A life with my Dad and Daddy – Josephine Rust
Josephine Rust tackles LGBT adoption
Recently a Catholic adoption agency won the right to be exempted from legislation which would have forced it to consider homosexual couples as parents. Catholic Care, which serves the dioceses of Leeds, Middlesbrough, and Hallam in South Yorkshire, claimed it would be forced to stop its work finding homes for children if it had to comply with the legislation. Other Catholic adoption agencies have either given up adoption or severed their ties with the Church because of the rules, which were introduced in 2007. Mr Justice Briggs, sitting at the High Court in London, allowed the society’s appeal and ordered the commission to reconsider its case. The verdict was welcomed by Catholic Church authorities, but was met with dismay by gay-rights campaigners and secular groups.
The Bishop of Leeds, the Right Rev Arthur Roche, said outside the court: “Our case has not been brought on an anti-gay agenda of any sort. We respect, and would not want to diminish, the dignity of any person.” But Jonathan Finney, the head of external affairs at Stonewall, the gay-rights charity, condemned the judgment: “It’s unthinkable that anyone engaged in delivering any kind of public or publicly funded service should be given licence to pick and choose service users on the basis of individual prejudice.
Even more recently David Cameron’s new Equalities Minister Theresa May was challenged about her voting record on gay rights on BBC One’s Question Time. She voted against gay adoption in 2002 and against the repeal of Section 28 – the law which banned councils from “promoting” homosexuality – in 2000. Challenged by an audience member, Mrs May said: “If those votes were today, yes, I have changed my view and I think I would take a different vote.” She added: “On gay adoption I have changed my mind… because I have been persuaded that when you are looking at the future for a child, I think it’s better for a child who is perhaps in an institutional environment, if they have an opportunity of being in a stable, family environment – be that a heterosexual couple or a gay couple – then I think it’s more important that that child is in that stable and loving environment and I have genuinely changed my mind on that.”
Adoption of children by LGBT (lesbian, gay, bisexual and transgender) people is an issue that is gaining prominence in ethical discourse. Supporters of LGBT adoption suggest that many children are in need of homes and claim that since parenting ability is unrelated to sexual orientation, the law should allow them to adopt children. Opponents, on the other hand, suggest that the alleged greater prevalence of depression, drug use, promiscuity and suicide among homosexuals (and alleged greater prevalence of domestic violence) might affect children or that the absence of male and female role models could cause maladjustment.
However, it seems to me that the existing body of research fails to consider the specific cases of adoption: it tends to look more generally at the issue of LGBT parenting rather than adoption and, where adoption is noted, it does not distinguish between adopted children who are parented by unrelated gay persons and those who retain their original family relationships in step-parent households.
I can honestly say from personal experience that when it comes to adoption, the issue should never be about someone’s sexual orientation, but their capacity and ability to provide a loving and stable environment in which to raise a child. If they can raise a child to be happy and appreciative and all that comes in-between, then they are doing nothing differently from that of heterosexual couples. Nowadays in our fast paced metropolitan life, sexuality is something that is embraced, understood and loved and as long as we maintain that capacity for love everyone should have an equal opportunity at raising a child.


■ Instructions to follow:
Could you please retype all of the entries exactly as they appear?

=== Section Start ===

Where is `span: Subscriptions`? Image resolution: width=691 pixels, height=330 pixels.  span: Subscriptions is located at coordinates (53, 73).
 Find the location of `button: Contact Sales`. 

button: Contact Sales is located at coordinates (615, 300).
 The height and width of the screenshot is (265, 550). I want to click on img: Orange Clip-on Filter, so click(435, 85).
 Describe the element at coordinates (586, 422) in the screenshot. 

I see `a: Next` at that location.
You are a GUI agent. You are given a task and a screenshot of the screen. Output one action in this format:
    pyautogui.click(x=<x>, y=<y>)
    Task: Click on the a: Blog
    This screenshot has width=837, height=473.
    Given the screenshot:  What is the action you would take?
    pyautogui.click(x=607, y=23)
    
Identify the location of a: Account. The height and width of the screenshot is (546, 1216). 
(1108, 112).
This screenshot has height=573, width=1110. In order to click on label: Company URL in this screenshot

=== Section End ===

■ Response below:
Where is `span: Subscriptions`? Image resolution: width=691 pixels, height=330 pixels.  span: Subscriptions is located at coordinates (53, 73).
 Find the location of `button: Contact Sales`. 

button: Contact Sales is located at coordinates (615, 300).
 The height and width of the screenshot is (265, 550). I want to click on img: Orange Clip-on Filter, so click(435, 85).
 Describe the element at coordinates (586, 422) in the screenshot. 

I see `a: Next` at that location.
You are a GUI agent. You are given a task and a screenshot of the screen. Output one action in this format:
    pyautogui.click(x=<x>, y=<y>)
    Task: Click on the a: Blog
    This screenshot has width=837, height=473.
    Given the screenshot:  What is the action you would take?
    pyautogui.click(x=607, y=23)
    
Identify the location of a: Account. The height and width of the screenshot is (546, 1216). 
(1108, 112).
This screenshot has height=573, width=1110. In order to click on label: Company URL in this screenshot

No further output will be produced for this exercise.